How Henry Schein One Helped Their Customers Survive a Digital Disaster
In the fast-paced world of dentistry, nothing is more critical than ensuring practices remain financially stable. But when Change Healthcare suffered a catastrophic cyber incident that took all their dental claims processing offline (and remains that way as of this post), a majority of the dental industry faced a profound crisis. With the collapse of the largest clearinghouse in the world, payments to dentists for most services stopped overnight, threatening to paralyze the dental industry and financially cripple any dentist without large financial reserves or the right software partner in place.
For the past three years Henry Schein One has been aggressively modernizing its software processes, tools, and patterns and building out their technical teams. There were four things in particular that Henry Schein One has been working on to improve the security, stability, quality, and speed of innovation of its software solutions.
- Prioritizing customer outcomes. We worked to clearly define and deliver outcome-based improvements and solutions that make the day-to-day lives of our customers and their patients better.
- Investing in the best the industry has to offer. This included investing in security controls, monitoring tools and achieving certifications to prove compliance with healthcare and industry best standards.
- Overhauling our processes. We overhauled our internal software engineering processes, tools, and architectures to ensure high availability [>99.99999% uptime] industry best throughput.
- Focusing on the DORA or Accelerate metrics. These four key metrics are the industry standard for creating high quality, stable, secure, and scalable software. In the last three years Henry Schein One’s RCM solutions have moved from low to elite DORA performance.

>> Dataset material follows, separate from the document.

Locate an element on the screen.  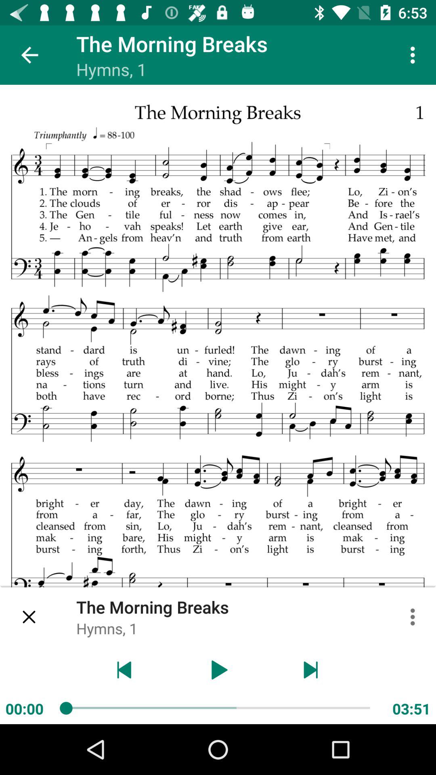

When we started receiving alerts on February 22 that the Change Healthcare services were not responding, we quickly degraded our services and limited any impact to customers from a UX perspective. Once we noticed all the UHC, Optum and Change Healthcare systems were all down, though, we knew the organization had been compromised or was in the midst of a cyberattack. Change Healthcare continued to deny this was anything but an “outage”, and this continued for eight days.
On the morning of day nine, our team decided to pivot away from Change Healthcare and move all claims traffic to a different provider. Our original integration with Change Healthcare had been built over several years, and historically, reproducing this quickly would have been an extremely complex endeavor. But because of the work we’d put in over the past three years, the Henry Schein One engineering teams replicated the integration with a new clearinghouse provider over a single weekend, opening for business processing most claims on March 4th, and mitigating the impact to customers.
Because of the investments made in improving our software development practices and talent, Henry Schein One was able to respond that much faster and with a much higher level of confidence and quality.
Looking for the latest updates on the Change Healthcare cyber incident? Check out Henry Schein One’s Claims Status page for the latest news and support.